Name Osbert Lancaster Role Cartoonist | Children William Lancaster | |
Books Drayneflete Revealed, A cartoon history of architecture Similar People Anne Scott‑James, James Maude Richards, Max Hastings, Ralph Vaughan Williams, Ken Annakin |
Osbert lancaster exhibition animation
Sir Osbert Lancaster, CBE (4 August 1908 – 27 July 1986) was an English cartoonist, author, art critic and stage designer, best known to the public at large for his cartoons published in the Daily Express. Interested in art and architectural history and an activist for conservation, much of his work parodied British history and trends in the arts.
Contents
- Osbert lancaster exhibition animation
- Osbert Lancaster
- Biography
- Exhibitions
- Selected publications
- References
Osbert Lancaster
Biography
Lancaster was born in London, and educated at St Ronan's School, and then at Charterhouse and Lincoln College, Oxford. At Oxford he became friends with John Betjeman and drew cartoons for the university magazine Cherwell. He graduated with a fourth-class degree in English after an extra year beyond the normal three years of study. Intending a career in law, he failed his bar exams and instead entered the Slade School of Art in London.

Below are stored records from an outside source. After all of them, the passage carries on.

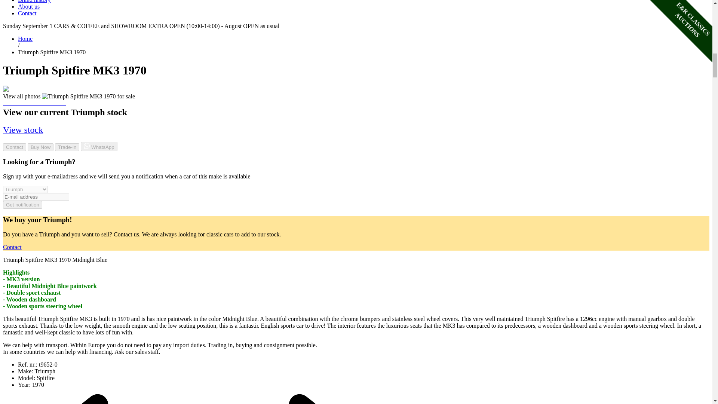 The height and width of the screenshot is (404, 718). What do you see at coordinates (25, 39) in the screenshot?
I see `Go to Home Page` at bounding box center [25, 39].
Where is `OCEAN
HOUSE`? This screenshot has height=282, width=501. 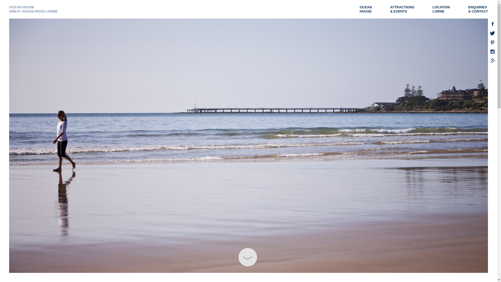
OCEAN
HOUSE is located at coordinates (369, 9).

Lancaster initially worked alongside Betjeman at the Architectural Review. In 1936 he published Progress at Pelvis Bay, the first of his many books of social and architectural satire. In 1939 he became cartoonist at the Daily Express, where he pioneered the pocket cartoon, a single-panel, single-column topical drawing appearing on the front page, since imitated in several British newspapers. In these he sympathetically mocked the British upper classes, personified by his characters William (8th Earl of Littlehampton, formerly Viscount Draynflete) and his wife Maudie. During his Express career Lancaster drew some 10,000 cartoons over a period of 40 years.
During World War II, Lancaster worked in press censorship, then in Greece as a Foreign Office press attaché. During the war years his cartoons provided comic relief from the privations of rationing and bombing raids.
After the war Lancaster published Classical Landscape with Figures (1947), The Saracen's Head (1948) and Drayneflete Revealed (1949), the last dealing with the Littlehamptons' architectural and artistic inheritances. Along with The Littlehampton Bequest (1973, foreword by Sir Roy Strong), it provided a humorous and satirical but very well-informed, survey of architectural and aesthetic trends in British and European history.
Among the books he illustrated in this period was Say Please (1949) by Virginia Graham, a sardonic etiquette guide. In 1951 Lancaster worked with John Piper on designs for the Festival of Britain. This was followed by stage design work for opera, ballet and theatre including productions at Sadler's Wells and Glyndebourne, among them Frederick Ashton's production of La Fille mal gardée.
Lancaster was firmly embedded in the British upper middle classes, as is made clear by his autobiographies All Done From Memory (1963) and With an Eye to the Future (1967), and in his books illustrated by himself. In his later life it was observed that he affected a caricatured persona similar to those depicted in his drawings. When he was knighted in 1975 he became one of only a small number of cartoonists to have received the honour, John Tenniel and David Low being others.
Lancaster was the illustrator of many books by other writers, including Noblesse Oblige (London, Hamish Hamilton, 1973, edited by Nancy Mitford, and some editions of C. Northcote Parkinson's books, including Parkinson's Law, its sequel The Law and the Profits, In-laws & Outlaws , and Law of Delay.
Lancaster was married twice: first, to Karen Elizabeth Harris, daughter of Sir Austen Harris, with whom he had a son, William and a daughter, Kara; second, after Karen died in 1964, to the journalist Anne Scott-James, whom he married in 1967 and who became his widow.
Apart from his knighthood, Lancaster's honours included a CBE in 1953 and an honorary DLitt from Oxford, as well as honorary degrees from Birmingham (1964), Newcastle upon Tyne (1970), and St Andrews (1974).
Lancaster died of natural causes, aged 77, in Chelsea. The obituary in The Times summed up his career: "The most polite and unsplenetic of cartoonists, he was never a crusader, remaining always a witty, civilized critic with a profound understanding of the vagaries of human nature." He is buried at West Winch, Norfolk.
Exhibitions
Lancaster's drawings and cartoons were the subject of an exhibition marking the centenary of his birth, entitled "Cartoons and Coronets: The Genius of Osbert Lancaster" at The Wallace Collection from October 2008 to January 2009. Curated by James Knox and supported by the John R. Murray Charitable Trust of John Murray, it coincided with the publication of a new biography with the same title as the exhibition.